I raised 2 successful CEOs and a doctor. Here’s the parenting style that makes kids narcissistic

A lot of parents today think the best way to educate kids is to be in total control. This is the foundation of “helicopter parenting,” a very involved parenting style in which kids have little or no control of their daily activities.

Studies have indicated that kids with helicopter parents who have high expectations for academic performance, or who overreacted when they make a mistake, tend to be more self-critical, anxious and vulnerable.

But my biggest problem with helicopter parenting? It places no importance on kindness and turns kids into narcissists.

Too many parents are only focused on winning, convinced that if their kids aren’t perfect, they will fail in life. And if their kids fail, they fail as well. It’s a very selfish and narrow way of thinking.

Why kindness matters in parenting

When we fixate on individual success, we’re inadvertently raising children who lack empathy. Kids don’t have time to think about other people when they’re focused on performing.

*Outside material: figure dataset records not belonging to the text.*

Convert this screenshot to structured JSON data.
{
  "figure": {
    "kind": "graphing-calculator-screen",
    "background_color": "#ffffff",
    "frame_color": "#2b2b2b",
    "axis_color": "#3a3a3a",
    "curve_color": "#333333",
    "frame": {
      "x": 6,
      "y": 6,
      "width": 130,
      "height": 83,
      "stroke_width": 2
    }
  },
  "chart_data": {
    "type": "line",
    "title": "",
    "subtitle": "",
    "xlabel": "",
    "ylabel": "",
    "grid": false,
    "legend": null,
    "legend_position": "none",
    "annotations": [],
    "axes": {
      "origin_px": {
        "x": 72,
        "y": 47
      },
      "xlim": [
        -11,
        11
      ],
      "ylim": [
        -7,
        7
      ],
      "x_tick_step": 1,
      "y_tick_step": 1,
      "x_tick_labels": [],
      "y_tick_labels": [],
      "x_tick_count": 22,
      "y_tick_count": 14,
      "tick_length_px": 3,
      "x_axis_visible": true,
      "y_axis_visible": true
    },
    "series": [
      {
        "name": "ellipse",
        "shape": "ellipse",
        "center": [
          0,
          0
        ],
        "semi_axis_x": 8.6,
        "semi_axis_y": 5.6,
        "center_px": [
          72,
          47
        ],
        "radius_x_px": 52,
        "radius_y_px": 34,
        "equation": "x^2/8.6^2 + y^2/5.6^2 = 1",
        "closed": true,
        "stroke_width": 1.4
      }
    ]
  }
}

Kindness was something I prioritized teaching my daughters when they were young. Today, Susan is the CEO of YouTube, Janet is a professor of pediatrics, and Anne is the co-founder and CEO of the genetics and health company 23andMe.

But it was never about money or fame to them. They had a drive to make a difference in other people’s lives.

For Susan, kindness meant taking better care of her employees. When she was at Google, she helped set up a daycare program. She knew parents would be happier and perform better if they knew their kids were in good hands. She also fought for longer maternity leave.

For Janet, kindness meant helping parents raise strong children with healthy eating habits. And for Anne, kindness was giving people more control of their health by helping them understand their own genome. 

People who are kind also tend to be happier and live longer. All kind acts have a bit of self-interest in them: They give us a sense of peace and meaning that can’t be bought.

How to teach kindness at a young age

Kindness is a way of living, and not something you do a few times a year on Christmas or Thanksgiving.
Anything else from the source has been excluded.